I'm disappointed with what I expected to be the "head" of the distribution, the main historical overview articles, but the level of activity towards the "long tail" is relatively impressive. See, for example, the following sequence for total hits in February:
1. Science - 108271
2. History of science - 13829
3. History of biology - 4677
5. History of molecular biology - 1994
6. Phage group - 191
7. Max Delbrück - 1501
8. Luria-Delbrück experiment - 1230
These are in order of scale of the topic (and represent a possible trail of clicks), but are obviously not in order of popularity (or historiographical significance). The biography and the still-pedagogically-relevant experiment stand out with high hit counts relative to the scale of the topic.

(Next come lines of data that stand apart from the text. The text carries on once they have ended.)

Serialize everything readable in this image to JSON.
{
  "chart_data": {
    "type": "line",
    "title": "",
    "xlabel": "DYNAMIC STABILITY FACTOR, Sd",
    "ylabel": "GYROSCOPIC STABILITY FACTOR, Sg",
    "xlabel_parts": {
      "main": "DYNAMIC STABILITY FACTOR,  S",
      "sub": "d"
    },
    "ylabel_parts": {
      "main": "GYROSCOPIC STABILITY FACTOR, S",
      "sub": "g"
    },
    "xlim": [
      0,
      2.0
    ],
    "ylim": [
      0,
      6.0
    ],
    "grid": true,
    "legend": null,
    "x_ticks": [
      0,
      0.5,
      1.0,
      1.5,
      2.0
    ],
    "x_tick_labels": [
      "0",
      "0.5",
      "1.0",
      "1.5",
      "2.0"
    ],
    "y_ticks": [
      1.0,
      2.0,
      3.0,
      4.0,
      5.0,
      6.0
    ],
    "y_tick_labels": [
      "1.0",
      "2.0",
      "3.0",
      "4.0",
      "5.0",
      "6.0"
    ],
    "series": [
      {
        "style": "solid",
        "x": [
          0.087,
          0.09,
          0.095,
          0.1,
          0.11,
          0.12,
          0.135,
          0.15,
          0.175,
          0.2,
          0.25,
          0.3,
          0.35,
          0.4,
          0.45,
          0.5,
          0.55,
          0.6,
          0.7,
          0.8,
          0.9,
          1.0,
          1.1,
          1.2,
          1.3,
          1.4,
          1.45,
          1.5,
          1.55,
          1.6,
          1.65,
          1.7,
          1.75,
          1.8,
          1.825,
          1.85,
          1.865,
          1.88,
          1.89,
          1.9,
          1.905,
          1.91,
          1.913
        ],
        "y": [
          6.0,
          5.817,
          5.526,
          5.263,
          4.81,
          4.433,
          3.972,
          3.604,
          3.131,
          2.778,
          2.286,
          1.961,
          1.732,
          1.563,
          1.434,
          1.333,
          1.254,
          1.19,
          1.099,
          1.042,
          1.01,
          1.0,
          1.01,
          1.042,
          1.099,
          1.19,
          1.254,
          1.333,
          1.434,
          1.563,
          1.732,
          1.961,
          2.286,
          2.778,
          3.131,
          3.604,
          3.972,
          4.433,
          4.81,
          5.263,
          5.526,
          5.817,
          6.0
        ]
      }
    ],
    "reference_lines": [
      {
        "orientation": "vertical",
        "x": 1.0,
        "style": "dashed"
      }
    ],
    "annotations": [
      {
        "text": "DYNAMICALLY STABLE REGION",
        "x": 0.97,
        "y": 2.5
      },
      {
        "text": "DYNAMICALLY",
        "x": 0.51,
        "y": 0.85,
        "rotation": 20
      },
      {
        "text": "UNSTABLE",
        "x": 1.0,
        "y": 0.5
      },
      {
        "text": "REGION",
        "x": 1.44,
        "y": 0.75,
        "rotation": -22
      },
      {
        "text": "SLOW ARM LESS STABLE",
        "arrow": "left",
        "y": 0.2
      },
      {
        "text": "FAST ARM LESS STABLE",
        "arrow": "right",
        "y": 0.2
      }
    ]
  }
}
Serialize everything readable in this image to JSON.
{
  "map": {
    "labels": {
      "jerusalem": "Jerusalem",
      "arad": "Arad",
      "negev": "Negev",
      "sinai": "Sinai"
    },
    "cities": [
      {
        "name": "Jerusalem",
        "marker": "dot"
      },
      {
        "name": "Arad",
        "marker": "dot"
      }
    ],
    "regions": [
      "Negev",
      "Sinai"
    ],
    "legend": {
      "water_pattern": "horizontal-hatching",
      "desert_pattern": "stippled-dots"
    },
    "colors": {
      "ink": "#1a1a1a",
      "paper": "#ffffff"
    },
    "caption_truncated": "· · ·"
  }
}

For historians who want to reach a broad audience through Wikipedia, putting historical context into biographies and topics of contemporary interest is probably more effective than writing concept-, artifact- or event-based historical articles.
Tomorrow, I'll look at what kind of hit count boost time on the Main Page brings, and how hit counts vary according to article quality for topics of similar significance.